The Numbers Behind the Score
The CDI measures five domains of financial distress. Los Alamos County scores at or near the 5th percentile in every domain. The only metric above the 30th percentile in the entire profile is business formation rate — at the 72nd percentile, it's the statistical fingerprint of a company town where one employer provides everything.

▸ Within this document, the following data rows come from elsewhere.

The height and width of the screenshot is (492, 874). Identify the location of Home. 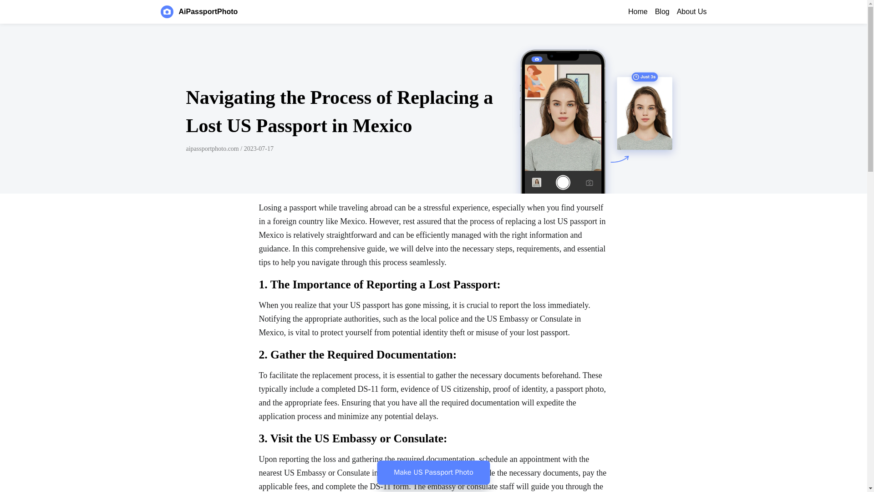
(638, 12).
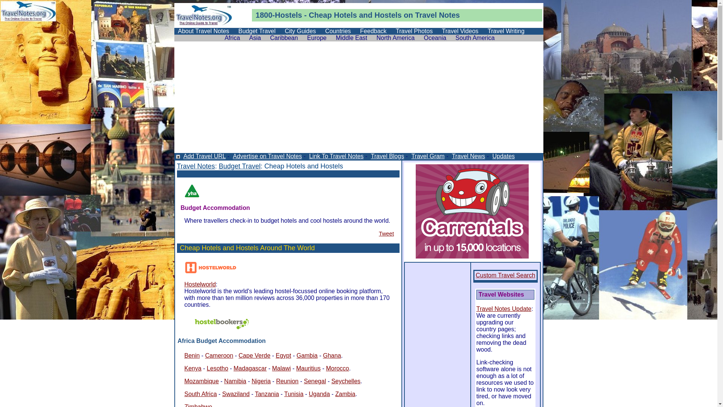  I want to click on Add Travel URL, so click(204, 156).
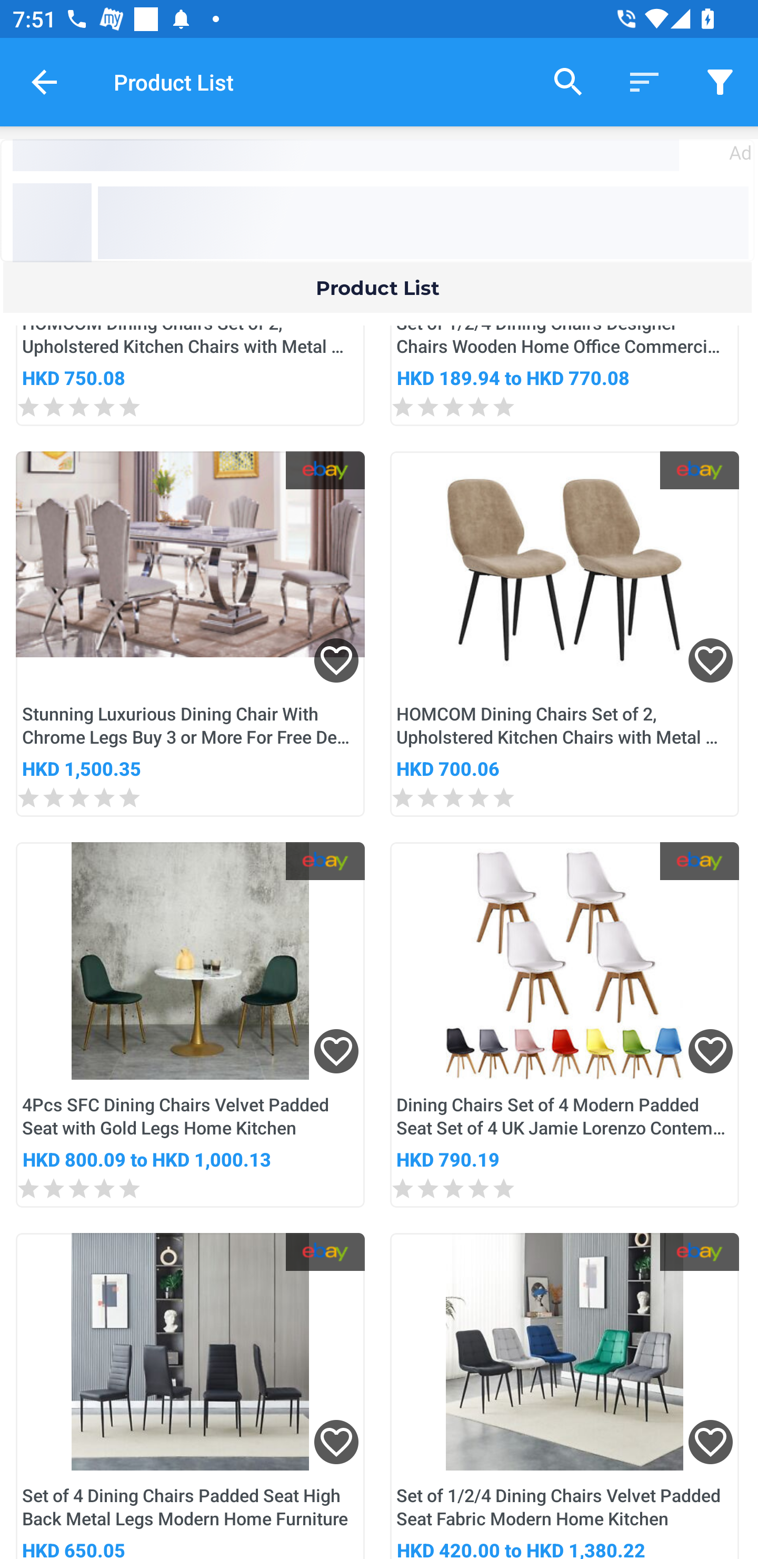  What do you see at coordinates (44, 82) in the screenshot?
I see `Navigate up` at bounding box center [44, 82].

Scores are percentile-based: 50 = national median, higher = more distressed. The median line is shown on each bar.
Neighbors and Peers
All three of Los Alamos County's neighbors score significantly higher. Rio Arriba County — twenty miles down the canyon road — scores Elevated at 54.5. The national peers are rural agricultural or suburban counties. None are single-employer federal enclaves. The mechanism producing the low score is completely different.
Neighboring Counties
| County | Score | Zone | vs. Los Alamos County |
|---|---|---|---|
| Los Alamos County, NM | 13.3 | Healthy | — |
| Rio Arriba County, NM | 54.5 | Elevated | +41.3 |
| Santa Fe County, NM | 48.5 | Normal | +35.2 |
| Sandoval County, NM | 44.2 | Normal | +30.9 |
Population Peers
| County | Score | Zone | vs. Los Alamos County |
|---|---|---|---|
| Goochland County, VA | 13.9 | Healthy | +0.6 |
| Lyon County, IA | 16.9 | Healthy | +3.7 |
| Oconee County, GA | 18.3 | Healthy | +5.1 |
| Nemaha County, KS | 18.3 | Healthy | +5.1 |
| Grundy County, IA | 18.4 | Healthy | +5.1 |
Key Metrics
For researchers and journalists. All data from the County Distress Index unless noted.

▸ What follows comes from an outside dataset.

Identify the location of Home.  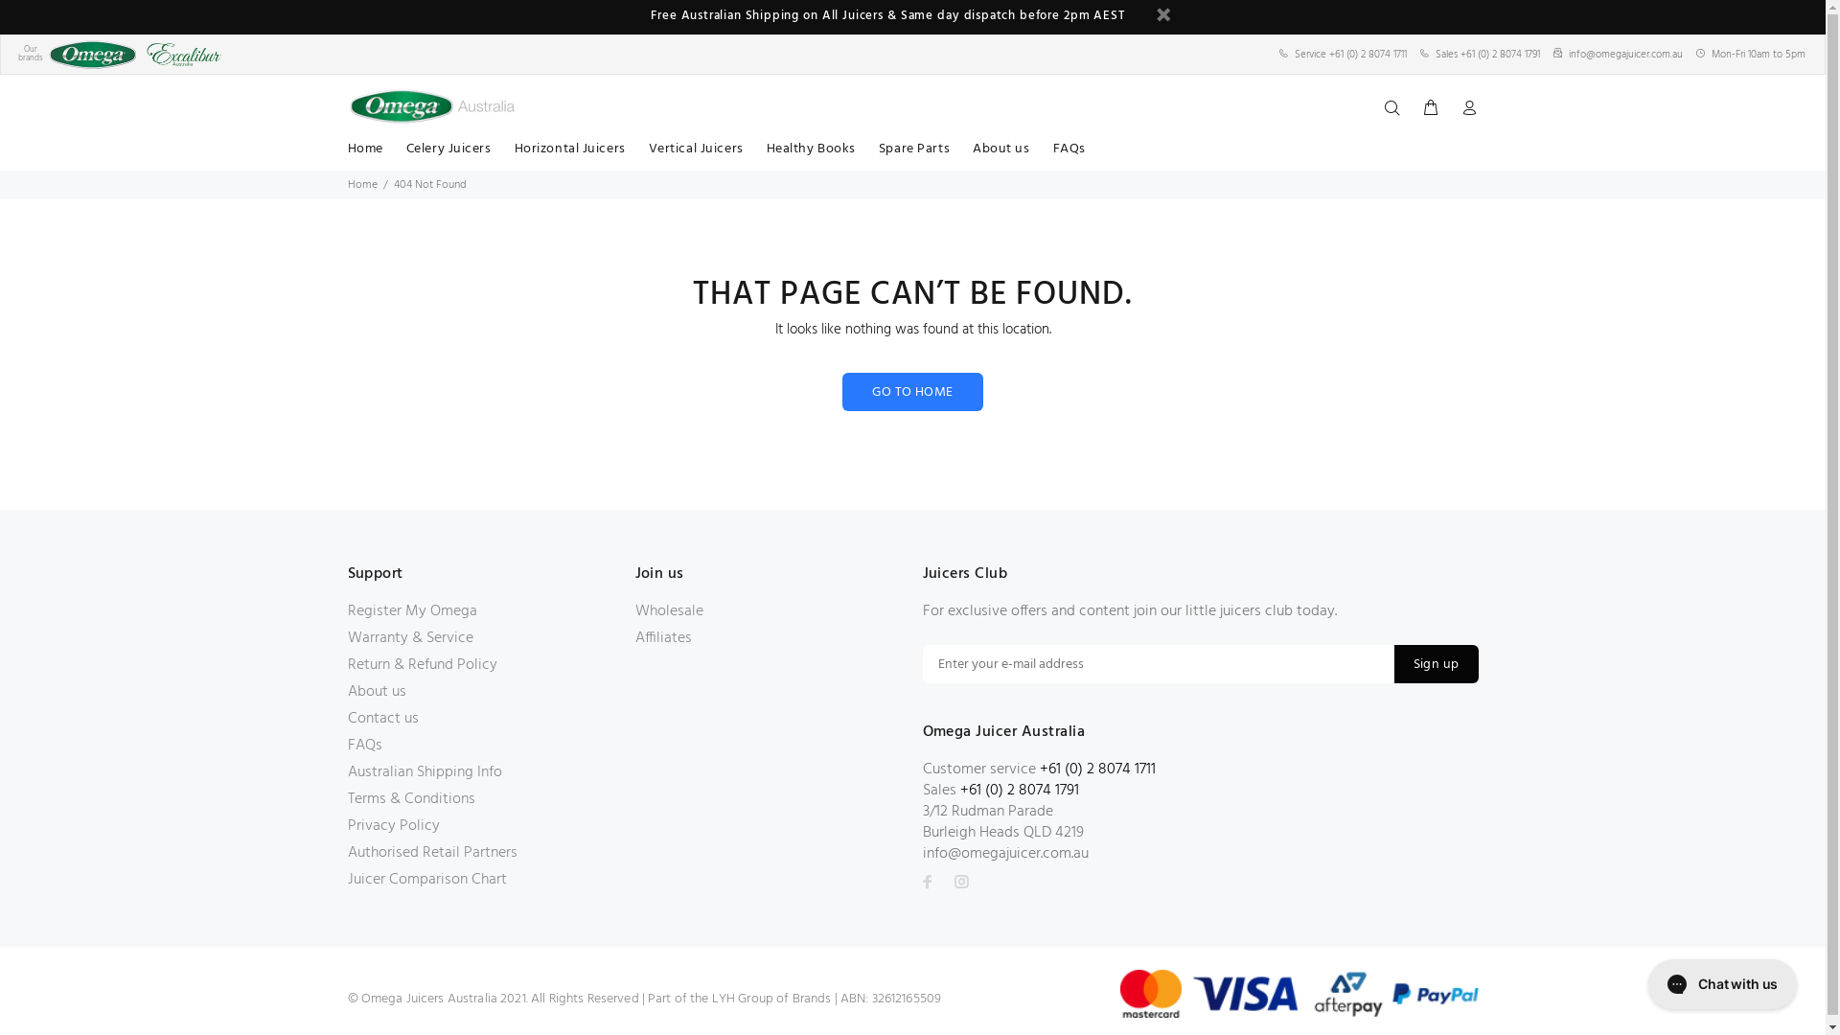
(364, 151).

| Metric | Value | Source |
|---|---|---|
| County Distress Index score | 13.3 / 100 (Healthy) | CDI |
| National rank | 3,144 / 3,144 (least distressed) | CDI |
| Employment & Wages domain | 27.4 / 100 | CDI |
| Business formation rate (percentile) | 72nd (only metric above 30th) | CDI / Census BFS |
| Unemployment rate | 1.8% | BLS LAUS 2025 |
| Median household income | $146,208 (2.86× NM median) | Census SAIPE 2023 |
| Poverty rate | 3.8% | Census SAIPE 2023 |
| Debt in collections | 6.43% | Urban Institute |
| LANL budget (FY 2025) | $5.28 billion | Los Alamos Reporter |
| LANL employees | 16,487 | Los Alamos Reporter |
| Average home price (2022) | $502,000 (up 68% from $299K in 2017) | Boomtown Los Alamos |
| Chromium contamination plume | 1 mi × 0.5 mi × 100 ft deep | LA Daily Post |
| Adjacent county gap (Rio Arriba) | +41.3 points (CDI 54.5 vs. 13.3) | CDI |
Suggested citations:
"Los Alamos County scores 13.27 on the County Distress Index — the lowest of 3,144 U.S. counties — inside a state ranked last for child wellbeing five consecutive years. The 41-point gap with neighboring Rio Arriba County is among the largest between adjacent counties in America." — American Default Research, 2026.
"The only metric above the 30th percentile in Los Alamos County's distress profile is business formation rate, at the 72nd percentile — the statistical fingerprint of a company town where a single federal institution provides $113,944 average salaries and near-zero unemployment." — American Default Research, 2026.